Proving that if $f'$ has at most $n-1$ zeros, then $f$ has at most $n$ zeros

Is this proof correct?

The problem is the following.

Let $n$ be a natural number. Suppose that the function $f:\mathbb{R}\to\mathbb{R}$ is differentiable and that the following equation has at most $n-1$ solutions: $$f'(x)=0, \quad x \in \mathbb{R}.$$ Prove that the following equation has at most $n$ solutions: $$f(x)=0,\quad x \in \mathbb{R}.$$

My proof is:

Let $f'(x)=0$ have solutions $x_1$, $x_2,\ldots ,x_{n-1}$.

since $$f'(x_1)=\lim\limits_{{x}\to{x_1}}\frac{f(x)-f(x_1)}{x-x_1} = 0$$ and doing so, $f(x)=f(x_{n-1})$ Therefore $f(x)=f(x_1)=f(x_2)=\cdots=f(x_{n-1})$.

Let $x_n$ be one of solutions of $f(x)=0$. $$0=f(x_n)=f(x_1)=f(x_2)=\cdots=f(x_{n-1}),$$ so $f(x)=0$ has solutions like $x_1$, $x_2,\ldots, x_n$.

If there is wrong part, please let me know.


  1. You cannot simply assume that $f'(x)$ is a polynomial. That is not given in the problem, and there are plenty of other functions that can have a specific number of zeros. (Also, the problem says that $f'(x)=0$ has at most $n-1$ solutions, not that it has exactly $n-1$ solutions, yet you assume it has this maximum).

  2. Even if you know that $f'(x)$ is a polynomial, you do not know that the degree is at most $n-1$; it's possible for a polynomial to have degree strictly larger than $k$, and yet have only $k$ distinct real roots.

  3. It's false that the fact that $f'(x_1)=0$ implies that $f(x_1)=0$.

  4. The statement "and doing so, $f(x)=f(x_{n-1})$" makes no sense to me.

  5. You never showed that there are at most $n$ solutions to $f(x)=0$.

  6. You seem to believe that the same numbers that are zeros of the derivative are zeros of the original function. This is not true, even for polynomials. $f(x) = x^2 - 3x + 2$ has zeros at $x=1$ and $x=2$, but the zero of $f'(x) = 2x-3$ is at $x=\frac{3}{2}$.

So, I would say that pretty much all of this argument is incorrect.

Suggestion. Either use the Mean Value Theorem, or use Darboux's Theorem.

Here's how an argument using the latter would go:

Suppose the zeros of the derivative are $a_1\lt a_2 \lt\cdots \lt a_{n-1}$. By Darboux's Theorem, the derivative cannot change signs except at the points where it is equal to $0$. That means, for example, that it is either always positive or it is always negative on $(-\infty,a_1)$. That means that $f(x)$ is strictly monotone on $(-\infty,a_1)$: either strictly increasing, or strictly decreasing. How many zeros can a strictly monotone function have? So, how many zeros can $f(x)$ have on $(-\infty,a_1)$?

What about $(a_1,a_2)$? $(a_2,a_3)$? Etc.

But I suspect you'll want to use the Mean Value Theorem; Darboux's Theorem is not often covered in basic analysis courses.


Use the mean value theorem.

Fix $n=3$. (The argument generalizes for arbitrary $n \in \mathbb{N}$).

Suppose $f(x)=0$ has more than three (distinct) solutions, say $x_1 < x_2 < x_3 < x_4$. Then the mean value theorem (Rolle's Theorem) implies that there exist $c, d, e \in \mathbb{R}$ such that $x_1 < c < x_2 < d < x_3 < e < x_4$ and $f'(c)=f'(d)=f'(e)=0$, contradiction.


I'm not that clear on what you're doing, but your solution looks wrong. Just the conclusion that $f$ is zero at the the zeros of $f'$ (you have $n$ of them, by the way) is clearly false in general. You seem to be trying to do some variable point argument with $x$, and using the fact that the limit is zero to conclude that individual terms are zero.

A valid solution is to note that there is a zero of $f'$ between any two zeros of $f$ by the mean value theorem.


» TASK REQUIREMENTS
Would you count the lines in the material below that include the string "Upload"? Only the number is needed.

» RECORDS FOR PROCESSING

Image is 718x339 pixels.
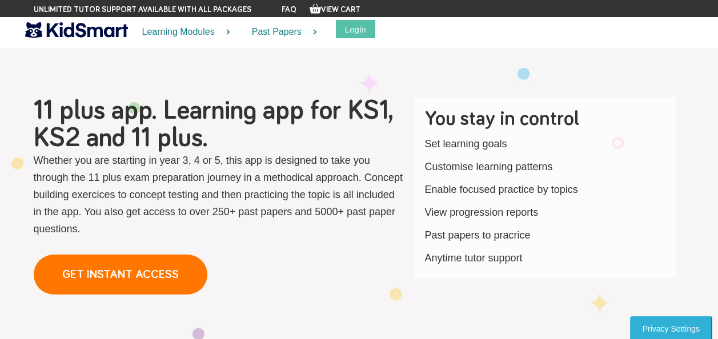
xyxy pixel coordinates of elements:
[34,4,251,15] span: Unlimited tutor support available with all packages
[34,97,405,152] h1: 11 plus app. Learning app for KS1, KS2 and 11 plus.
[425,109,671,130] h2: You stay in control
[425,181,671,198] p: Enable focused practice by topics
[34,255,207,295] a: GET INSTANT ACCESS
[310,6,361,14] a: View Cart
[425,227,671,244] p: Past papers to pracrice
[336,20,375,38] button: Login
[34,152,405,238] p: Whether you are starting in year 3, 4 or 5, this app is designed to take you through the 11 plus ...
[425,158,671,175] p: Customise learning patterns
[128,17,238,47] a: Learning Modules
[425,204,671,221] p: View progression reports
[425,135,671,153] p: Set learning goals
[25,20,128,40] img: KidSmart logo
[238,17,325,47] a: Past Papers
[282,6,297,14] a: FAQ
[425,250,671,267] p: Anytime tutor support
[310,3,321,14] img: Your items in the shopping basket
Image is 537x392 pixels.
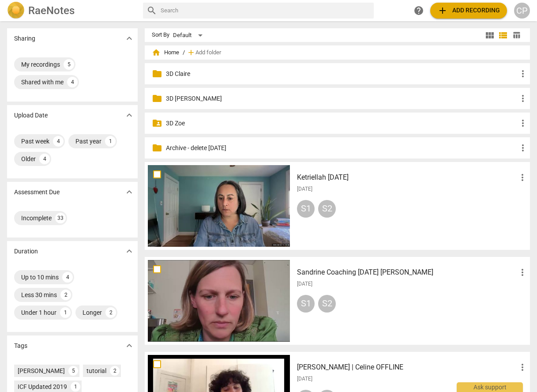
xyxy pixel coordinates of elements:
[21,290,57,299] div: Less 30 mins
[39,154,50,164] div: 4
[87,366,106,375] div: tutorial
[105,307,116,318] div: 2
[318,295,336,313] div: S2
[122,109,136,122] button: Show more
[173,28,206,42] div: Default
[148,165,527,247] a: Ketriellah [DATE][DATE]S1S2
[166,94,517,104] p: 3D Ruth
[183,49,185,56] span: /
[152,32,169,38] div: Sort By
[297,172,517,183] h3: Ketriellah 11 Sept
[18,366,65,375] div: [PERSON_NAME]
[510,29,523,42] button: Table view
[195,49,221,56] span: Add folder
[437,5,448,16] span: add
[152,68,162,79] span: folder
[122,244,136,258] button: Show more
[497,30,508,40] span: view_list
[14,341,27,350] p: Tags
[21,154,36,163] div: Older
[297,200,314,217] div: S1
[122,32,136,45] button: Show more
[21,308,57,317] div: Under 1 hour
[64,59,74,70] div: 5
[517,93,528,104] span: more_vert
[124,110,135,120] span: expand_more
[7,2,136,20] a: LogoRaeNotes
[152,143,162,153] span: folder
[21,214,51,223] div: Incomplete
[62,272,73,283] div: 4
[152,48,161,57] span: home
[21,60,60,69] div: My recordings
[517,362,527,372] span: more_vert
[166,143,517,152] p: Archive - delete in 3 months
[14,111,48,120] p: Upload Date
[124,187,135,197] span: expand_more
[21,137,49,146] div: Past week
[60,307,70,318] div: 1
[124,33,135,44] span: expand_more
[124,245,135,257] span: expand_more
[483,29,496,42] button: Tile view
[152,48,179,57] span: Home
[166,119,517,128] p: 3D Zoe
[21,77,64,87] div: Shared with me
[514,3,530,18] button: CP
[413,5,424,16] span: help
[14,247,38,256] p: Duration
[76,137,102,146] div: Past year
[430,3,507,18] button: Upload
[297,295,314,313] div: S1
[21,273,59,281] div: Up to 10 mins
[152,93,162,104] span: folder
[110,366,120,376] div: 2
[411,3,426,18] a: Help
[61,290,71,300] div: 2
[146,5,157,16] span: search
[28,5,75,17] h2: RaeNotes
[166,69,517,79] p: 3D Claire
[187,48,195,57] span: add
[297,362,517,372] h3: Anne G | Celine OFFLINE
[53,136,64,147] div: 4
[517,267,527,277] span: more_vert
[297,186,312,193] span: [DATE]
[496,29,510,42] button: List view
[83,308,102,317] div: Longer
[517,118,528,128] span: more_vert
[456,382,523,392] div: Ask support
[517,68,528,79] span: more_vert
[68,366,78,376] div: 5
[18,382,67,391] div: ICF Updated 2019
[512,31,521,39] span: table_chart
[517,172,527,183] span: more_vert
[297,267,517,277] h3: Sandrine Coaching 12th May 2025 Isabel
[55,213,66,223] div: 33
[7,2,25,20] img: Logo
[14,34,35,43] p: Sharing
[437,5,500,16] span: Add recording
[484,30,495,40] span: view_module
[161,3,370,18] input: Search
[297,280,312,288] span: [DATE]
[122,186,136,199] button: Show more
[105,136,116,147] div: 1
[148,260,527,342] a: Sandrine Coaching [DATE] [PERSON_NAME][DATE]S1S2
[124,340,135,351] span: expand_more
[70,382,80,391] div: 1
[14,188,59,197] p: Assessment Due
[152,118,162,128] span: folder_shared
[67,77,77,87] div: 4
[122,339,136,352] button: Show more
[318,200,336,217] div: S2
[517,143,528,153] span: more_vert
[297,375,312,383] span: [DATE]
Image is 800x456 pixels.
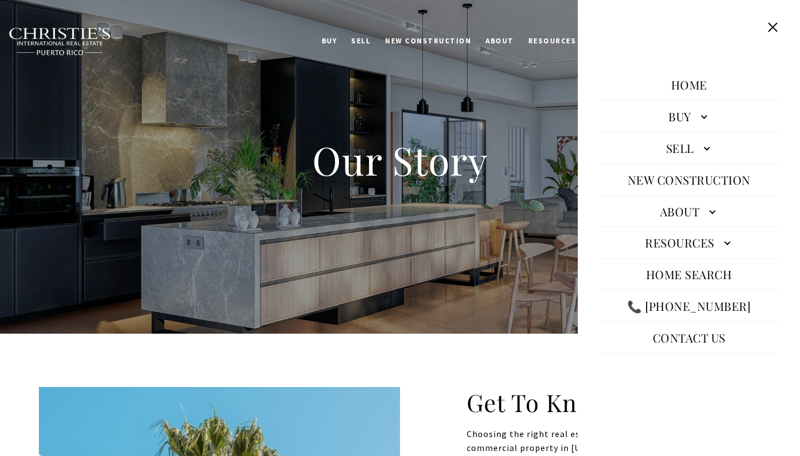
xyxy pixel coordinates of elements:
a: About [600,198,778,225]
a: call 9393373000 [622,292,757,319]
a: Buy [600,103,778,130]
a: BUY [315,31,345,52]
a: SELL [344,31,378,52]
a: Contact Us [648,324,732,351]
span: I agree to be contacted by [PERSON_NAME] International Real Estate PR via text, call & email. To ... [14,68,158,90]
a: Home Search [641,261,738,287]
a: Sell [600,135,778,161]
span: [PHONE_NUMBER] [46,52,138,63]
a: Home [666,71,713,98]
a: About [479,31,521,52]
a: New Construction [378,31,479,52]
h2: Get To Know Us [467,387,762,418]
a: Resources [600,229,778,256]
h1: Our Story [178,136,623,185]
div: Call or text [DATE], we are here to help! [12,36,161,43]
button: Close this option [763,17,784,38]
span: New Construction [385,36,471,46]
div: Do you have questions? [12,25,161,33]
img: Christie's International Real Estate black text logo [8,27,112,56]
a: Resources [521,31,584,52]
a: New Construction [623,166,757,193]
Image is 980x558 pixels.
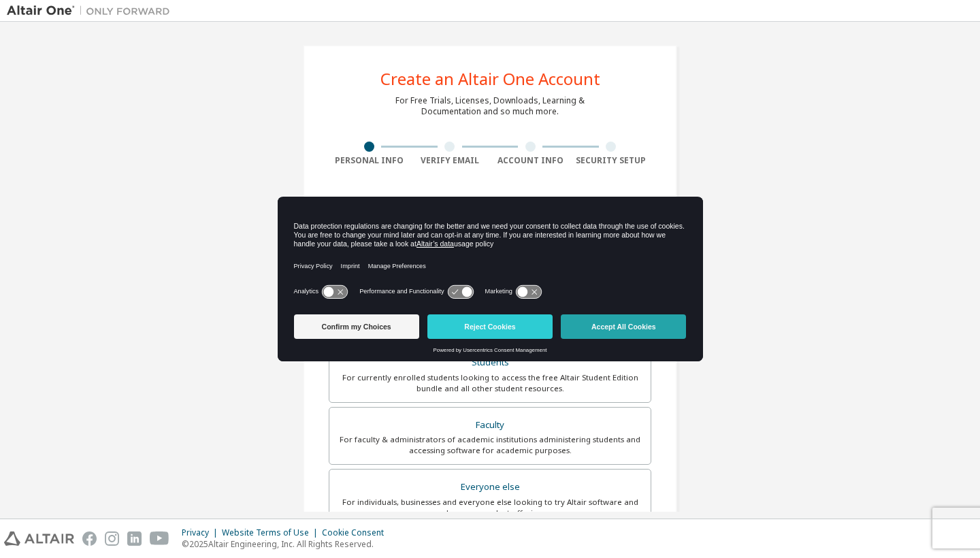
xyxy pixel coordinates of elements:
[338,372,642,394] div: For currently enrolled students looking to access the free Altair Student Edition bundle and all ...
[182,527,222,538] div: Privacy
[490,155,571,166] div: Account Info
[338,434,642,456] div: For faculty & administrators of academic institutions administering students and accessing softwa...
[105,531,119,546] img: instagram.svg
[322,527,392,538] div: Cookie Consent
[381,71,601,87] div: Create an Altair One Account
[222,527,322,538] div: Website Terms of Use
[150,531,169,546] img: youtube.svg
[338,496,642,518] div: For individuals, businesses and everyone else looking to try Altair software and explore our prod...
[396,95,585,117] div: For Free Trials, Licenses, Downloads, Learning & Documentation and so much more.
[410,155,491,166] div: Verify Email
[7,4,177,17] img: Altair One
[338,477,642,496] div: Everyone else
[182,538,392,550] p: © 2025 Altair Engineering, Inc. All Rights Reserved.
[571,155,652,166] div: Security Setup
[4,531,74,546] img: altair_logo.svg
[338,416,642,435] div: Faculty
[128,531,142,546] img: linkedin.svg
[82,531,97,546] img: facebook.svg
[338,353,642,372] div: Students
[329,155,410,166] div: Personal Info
==
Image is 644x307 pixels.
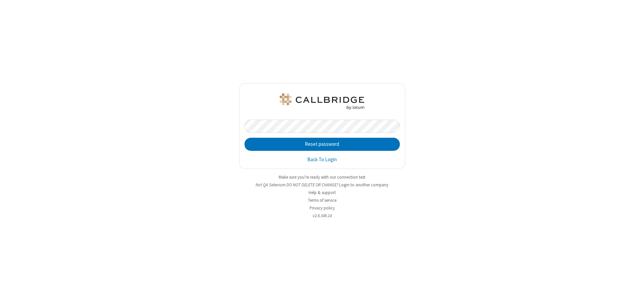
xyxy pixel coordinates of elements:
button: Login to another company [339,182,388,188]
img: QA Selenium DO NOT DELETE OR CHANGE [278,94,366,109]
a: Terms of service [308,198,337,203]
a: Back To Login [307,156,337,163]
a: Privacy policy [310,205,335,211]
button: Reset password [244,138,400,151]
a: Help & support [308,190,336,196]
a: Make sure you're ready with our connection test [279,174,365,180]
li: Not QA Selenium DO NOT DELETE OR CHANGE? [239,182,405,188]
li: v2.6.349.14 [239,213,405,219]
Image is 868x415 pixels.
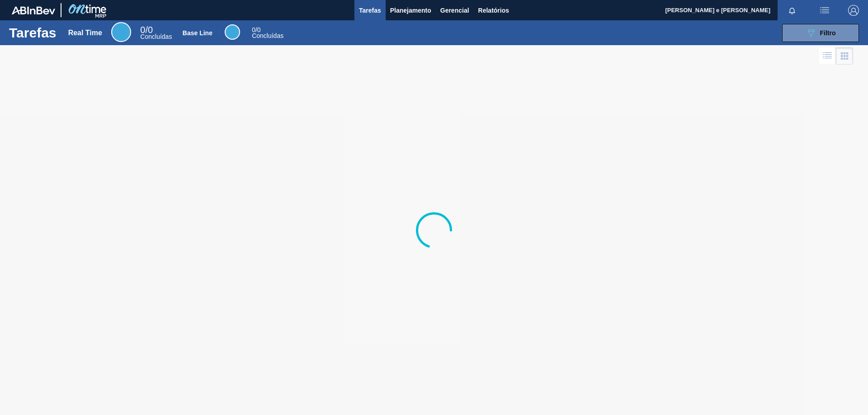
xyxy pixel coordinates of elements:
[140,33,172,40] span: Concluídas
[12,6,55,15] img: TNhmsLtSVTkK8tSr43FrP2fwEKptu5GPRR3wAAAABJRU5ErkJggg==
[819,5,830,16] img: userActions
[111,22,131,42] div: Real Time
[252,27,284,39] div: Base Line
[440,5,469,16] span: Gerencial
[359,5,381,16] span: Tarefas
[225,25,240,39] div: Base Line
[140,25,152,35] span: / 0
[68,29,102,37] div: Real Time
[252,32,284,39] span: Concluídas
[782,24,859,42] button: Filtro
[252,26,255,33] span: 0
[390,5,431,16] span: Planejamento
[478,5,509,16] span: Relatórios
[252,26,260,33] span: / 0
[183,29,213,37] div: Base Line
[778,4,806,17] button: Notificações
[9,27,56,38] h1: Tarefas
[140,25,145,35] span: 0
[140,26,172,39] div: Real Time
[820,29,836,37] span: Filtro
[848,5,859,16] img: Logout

» SOLUTION
2